BTW, I have had the "honor" of displeasing colleagues at work in various jobs I have held over the years, by claiming that if feminist style in management is identified with "a mess" and "general inefficiency, just because it's "informal," it's a misreading of feminist claims against patriarchal hierarchies.
Let's stay away from oversimplifications please. Yes all wars are macho and this one too, yes women suffer more because they are victimized in the front and back home and excluded from decision making, but none of this is an excuse for not going into the complexities of every single war anew.
Iran's present regime and Hezbollah rank no 1 on the "evil scale" here. Yes I am all for replacing the stupid illusion that war can provide us security, with the realization that only the political process will do this, and I am all for driving home the idea that it is not possible to conduct any war without killing and maiming and destroying innocent lives, but I think we do need a language that will differentiate between wilful killing of innocents (Hezbollah, suicide bombers, 9/11, etc, and yes there were Israelis who did the same, such as Baruch Goldstein), and the irresponsible unethical conduct of military actions (some of Israel's actions in all its wars).

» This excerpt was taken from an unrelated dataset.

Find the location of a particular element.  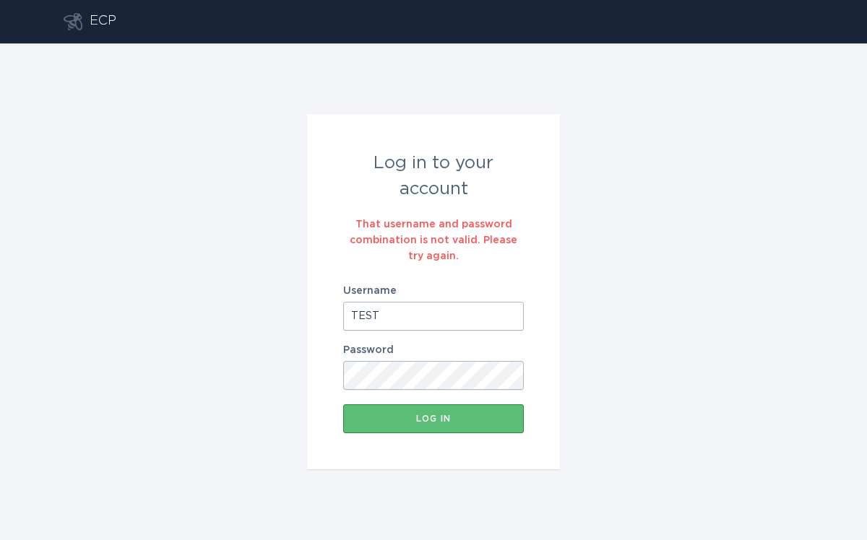

div: Log in is located at coordinates (433, 419).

If we use the words "war crimes" for the second kind, then we have no more words for the first kind, and the result of course is that we don't mention them at all, or that we tolerate the pathological reaction of Palestinians who support Hezbollah [actions or intentions], as they supported Saddam Hussein at the time, as if THOSE genocidal war crimes have anything whatsoever to do with the JUSTIFIED struggle of Palestinians for a state of their own.
One side effect of this "automatic Leftism" is that instead of helping the Palestinians get there it actually sets them back because it blurs their issue and sends it back to the back burner. In my opinion all this has a lot to do with the fact that we Israeli Jews don't use the self appellation, "Jews," often enough, as if we have internalized the Palestinian lie that Israel is a colonialist fiction and we are only here to steal their land, but that's a whole other chapter in my politics, there is no Israel unless we admit that we are here as Jews, in a state that is both a safe haven for Jews in their historical ancient homeland, and a modern democracy for all its citizens.